The second major vulnerability affects the AirPlay SDK, which is used by third-party manufacturers to implement AirPlay compatibility in their devices. This is a stack-based buffer overflow—one of the most fundamental and dangerous types of memory corruption bugs. Security researchers demonstrated a successful attack against a smart speaker, gaining complete root access to the device.

What's particularly concerning is that this vulnerability affects any device implementing the AirPlay SDK. This means potentially millions of speakers, receivers, smart TVs, and other IoT devices are vulnerable, many of which may never receive security updates.

The Wormable Threat: Network-Wide Compromise

Perhaps the most alarming aspect of these vulnerabilities is that they are "wormable"—meaning an infected device can automatically spread the exploit to other vulnerable devices on the same network. This creates a scenario similar to biological viruses:

  1. An attacker compromises one device on a network (like an iPhone)
  2. The compromised device spreads the exploit to other vulnerable devices on that network
  3. When those devices connect to new networks, they continue spreading the exploit
  4. The infection can spread exponentially across networks and devices

This wormable nature makes the vulnerability especially dangerous in public spaces like coffee shops, airports, or offices where many Apple devices connect to shared networks.

Technical breakdown of the AirPlay SDK vulnerabilities showing how attackers can achieve Zero-Click RCE on various devices, potentially creating a network-wide security breach
Technical breakdown of the AirPlay SDK vulnerabilities showing how attackers can achieve Zero-Click RCE on various devices, potentially creating a network-wide security breach

How to Protect Your Devices

Given the severity of these vulnerabilities, immediate action is recommended to protect your devices:

  • Update all Apple devices immediately with the latest security patches
  • Disable AirPlay receiver functionality if you're not actively using it
  • Monitor for network traffic on TCP port 7000 (the AirPlay port)
  • Check manufacturer websites for firmware updates for AirPlay-compatible speakers, TVs, and receivers
  • Consider using network segmentation to isolate potentially vulnerable IoT devices

Could Modern Programming Languages Have Prevented This?

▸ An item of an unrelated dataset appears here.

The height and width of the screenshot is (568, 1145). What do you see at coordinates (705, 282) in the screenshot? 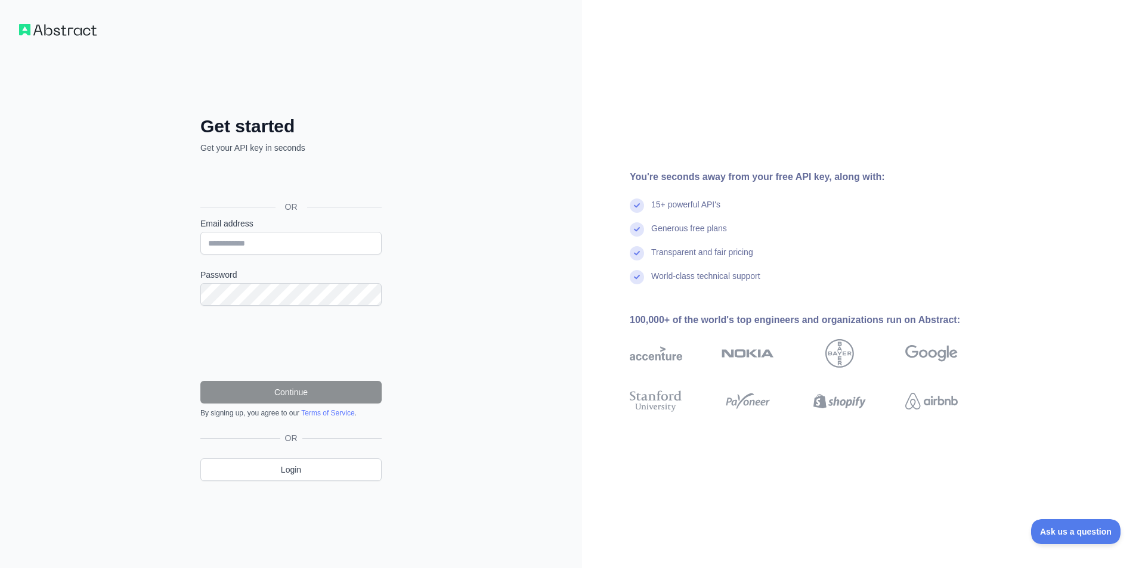
I see `div: World-class technical support` at bounding box center [705, 282].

An interesting aspect of these vulnerabilities is that they represent exactly the types of memory safety issues that modern programming languages like Rust are designed to prevent. Both use-after-free and buffer overflow vulnerabilities are fundamentally memory safety problems:

  • Use-after-free is a temporal memory safety violation (using memory at the wrong time)
  • Buffer overflow is a spatial memory safety violation (accessing memory outside intended boundaries)

Rust's ownership model and borrow checker would have prevented both of these vulnerabilities at compile time, making this class of bugs impossible in properly written Rust code. This highlights why many security-focused organizations are increasingly adopting memory-safe languages for systems programming.

The Broader Implications

This vulnerability serves as a stark reminder of the security challenges inherent in widely deployed protocols and SDKs. When a vulnerability exists in a software development kit used by numerous manufacturers, the impact multiplies dramatically as each affected device becomes a potential attack vector.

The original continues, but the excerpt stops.